Washington Post
By Max Fisher, Published: August 14 at 8:49 am
(MOHAMMED ABDEL MONEIM/AFP/Getty Images)
Sometime during Egyptian security forces’ all-out assault against a sprawling Cairo sit-in that was protesting the military’s removal of President Mohamed Morsi, a photographer with AFP/Getty named Mohammed Abdel Moneim stumbled onto a remarkable scene. Amid the violence, the ripped tents and toppled home-made barricades, a veiled woman, one of the protesters, appeared to be challenging a massive bulldozer head-on.
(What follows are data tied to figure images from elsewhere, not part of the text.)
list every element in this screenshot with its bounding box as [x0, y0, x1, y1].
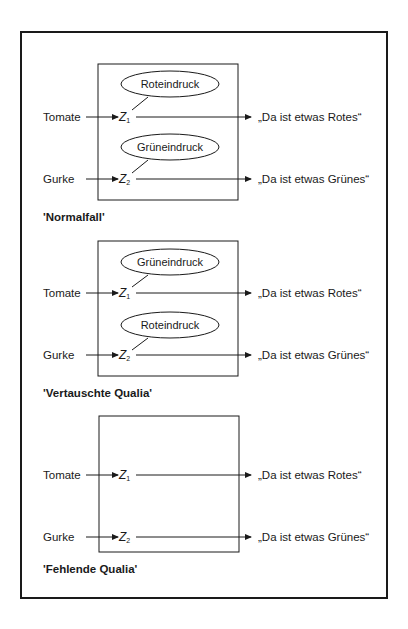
- output-label: „Da ist etwas Rotes“: [258, 286, 362, 300]
- state-label: Z2: [119, 172, 130, 190]
- quale-label: Grüneindruck: [121, 255, 219, 269]
- input-label: Gurke: [43, 172, 74, 186]
- input-label: Gurke: [43, 530, 74, 544]
- state-label: Z2: [119, 530, 130, 548]
- quale-label: Roteindruck: [121, 318, 219, 332]
- state-label: Z1: [119, 468, 130, 486]
- quale-label: Grüneindruck: [121, 140, 219, 154]
- panel-title: 'Normalfall': [43, 210, 105, 224]
- output-label: „Da ist etwas Rotes“: [258, 468, 362, 482]
- input-label: Tomate: [43, 110, 81, 124]
- state-label: Z1: [119, 286, 130, 304]
- input-label: Gurke: [43, 348, 74, 362]
- quale-label: Roteindruck: [121, 77, 219, 91]
- panel-title: 'Fehlende Qualia': [43, 562, 137, 576]
- output-label: „Da ist etwas Rotes“: [258, 110, 362, 124]
- state-label: Z2: [119, 348, 130, 366]
- panel-title: 'Vertauschte Qualia': [43, 386, 152, 400]
- output-label: „Da ist etwas Grünes“: [258, 172, 369, 186]
- input-label: Tomate: [43, 286, 81, 300]
- state-label: Z1: [119, 110, 130, 128]
- output-label: „Da ist etwas Grünes“: [258, 348, 369, 362]
- output-label: „Da ist etwas Grünes“: [258, 530, 369, 544]
- input-label: Tomate: [43, 468, 81, 482]
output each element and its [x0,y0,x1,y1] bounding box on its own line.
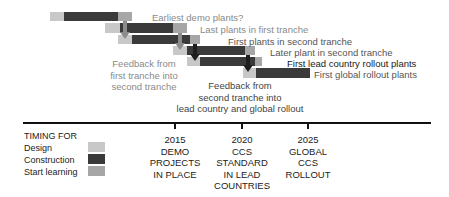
legend-swatch-construction [88,154,105,164]
row4-label: Later plant in second tranche [270,47,393,58]
row3-learning-bar [190,35,200,44]
row2-design-bar [105,23,120,33]
legend-swatch-design [88,142,105,152]
legend-label-start-learning: Start learning [24,167,78,177]
tick-2020 [241,123,243,129]
row1-learning-bar [118,12,132,21]
row1-design-bar [50,12,64,21]
milestone-2020: 2020 CCS STANDARD IN LEAD COUNTRIES [207,134,277,192]
feedback-note-second-tranche: Feedback from second tranche into lead c… [165,80,315,115]
tick-2015 [174,123,176,129]
legend-swatch-start-learning [88,166,105,176]
row5-learning-bar [255,57,262,66]
row6-label: First global rollout plants [314,69,417,80]
row1-label: Earliest demo plants? [152,12,243,23]
timeline-axis [23,122,431,124]
row3-label: First plants in second tranche [228,36,352,47]
row2-label: Last plants in first tranche [200,24,308,35]
legend-title: TIMING FOR [24,131,77,141]
row2-learning-bar [173,23,187,33]
row5-label: First lead country rollout plants [287,58,416,69]
tick-2025 [307,123,309,129]
legend-label-construction: Construction [24,155,75,165]
legend-label-design: Design [24,143,52,153]
milestone-2015: 2015 DEMO PROJECTS IN PLACE [140,134,210,180]
row4-learning-bar [245,46,255,55]
row6-construction-bar [256,68,310,78]
milestone-2025: 2025 GLOBAL CCS ROLLOUT [273,134,343,180]
row1-construction-bar [64,12,118,21]
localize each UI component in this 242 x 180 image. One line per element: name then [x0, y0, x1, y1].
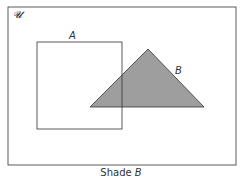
- caption-set: B: [135, 167, 142, 178]
- set-b-triangle[interactable]: [90, 49, 204, 107]
- caption-prefix: Shade: [100, 167, 135, 178]
- universal-set-label: 𝓤: [13, 9, 25, 20]
- set-b-label: B: [175, 65, 182, 76]
- instruction-caption: Shade B: [0, 167, 242, 178]
- set-a-label: A: [68, 30, 76, 41]
- set-a-square[interactable]: [37, 42, 122, 129]
- venn-diagram: 𝓤 A B: [0, 0, 242, 180]
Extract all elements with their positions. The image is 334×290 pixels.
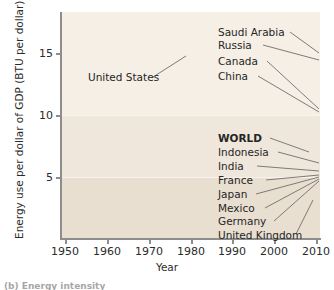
- x-tick-1970: [149, 239, 151, 244]
- annotation-russia: Russia: [218, 39, 252, 51]
- annotation-indonesia: Indonesia: [218, 146, 269, 158]
- gridline-5: [61, 177, 320, 178]
- x-tick-2010: [316, 239, 318, 244]
- x-tick-1960: [107, 239, 109, 244]
- annotation-canada: Canada: [218, 55, 258, 67]
- x-tick-1980: [191, 239, 193, 244]
- x-tick-label-1980: 1980: [168, 245, 214, 258]
- x-tick-label-2000: 2000: [251, 245, 297, 258]
- y-tick-label-10: 10: [27, 109, 53, 122]
- y-tick-5: [56, 177, 61, 179]
- figure-caption: (b) Energy intensity: [4, 281, 105, 290]
- energy-intensity-figure: Energy use per dollar of GDP (BTU per do…: [0, 0, 334, 290]
- annotation-france: France: [218, 174, 253, 186]
- annotation-china: China: [218, 70, 248, 82]
- y-tick-label-15: 15: [27, 47, 53, 60]
- y-tick-10: [56, 115, 61, 117]
- y-tick-label-5: 5: [27, 171, 53, 184]
- y-axis-line: [60, 12, 62, 240]
- background-band-middle: [61, 115, 320, 177]
- x-tick-1950: [65, 239, 67, 244]
- x-axis-title: Year: [0, 261, 334, 273]
- x-tick-label-2010: 2010: [293, 245, 334, 258]
- annotation-world: WORLD: [218, 132, 262, 144]
- annotation-united-states: United States: [88, 71, 159, 83]
- gridline-10: [61, 115, 320, 116]
- annotation-mexico: Mexico: [218, 202, 255, 214]
- annotation-saudi-arabia: Saudi Arabia: [218, 26, 285, 38]
- x-tick-label-1960: 1960: [84, 245, 130, 258]
- annotation-japan: Japan: [218, 188, 247, 200]
- x-tick-label-1970: 1970: [126, 245, 172, 258]
- plot-area: [61, 12, 320, 239]
- annotation-united-kingdom: United Kingdom: [218, 229, 302, 241]
- y-axis-title: Energy use per dollar of GDP (BTU per do…: [13, 9, 25, 239]
- x-tick-label-1990: 1990: [209, 245, 255, 258]
- x-tick-label-1950: 1950: [42, 245, 88, 258]
- annotation-germany: Germany: [218, 215, 266, 227]
- y-tick-15: [56, 53, 61, 55]
- annotation-india: India: [218, 160, 244, 172]
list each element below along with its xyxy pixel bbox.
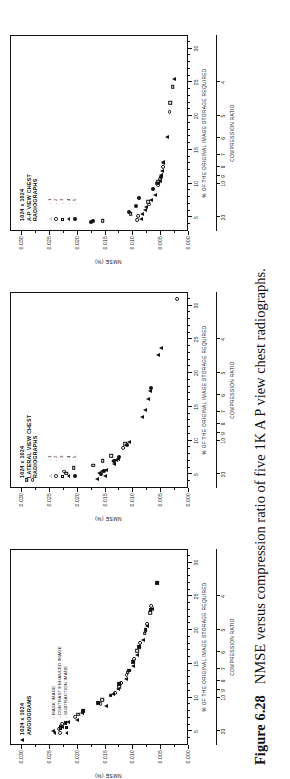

The bulldozer, identified by Getty caption information as belonging to the military but may more likely be associated with state security services, appears to have been tearing through the protest camp’s home-made – and ultimately futile – system of barricades when the woman in the photos chased it down, waving sticks in the air in an apparent attempt to get security forces’ attention.
Moneim’s next photo may show why she was so desperate to stop the bulldozer. It shows the massive vehicle looming over a young man, who is lying wounded and bleeding on the ground, its path now blocked by the veiled woman:
MOHAMMED ABDEL MONEIM/AFP/Getty Images
Moneim’s photo captures her gesturing to a nearby member of security forces in what appears to be either outrage or a plea for mercy. It’s not clear whether the woman knew this man or merely saw him on the ground and wanted to help; it’s also possible that he was wounded sometime after the first photo was taken and was not her impetus for placing herself in the bulldozer’s path. However she got there, in the moment of Moneim’s photo she appears at once helpless and defiant, like so many of the protesters forced out of their pro-Morsi demonstration outside the Rabaa al-Adawiya Mosque in Cairo’s Nasr City district.
The Washington Post’s Abigail Hauslohner, who is in Cairo, reports on the unexpected and violent moment that the bulldozer arrived:
“It was a surprise. We were ready since midnight. But after dawn prayer, people started relaxing. Then they started shooting from the side streets so they could infiltrate,” [20 year-old student and protester Islam Fahti] said. He said police made announcements through loudspeakers telling the protesters to leave and go home.
“They didn’t give us an opportunity to go home,” Fahti said. “Then a bulldozer came and took away the blockade.”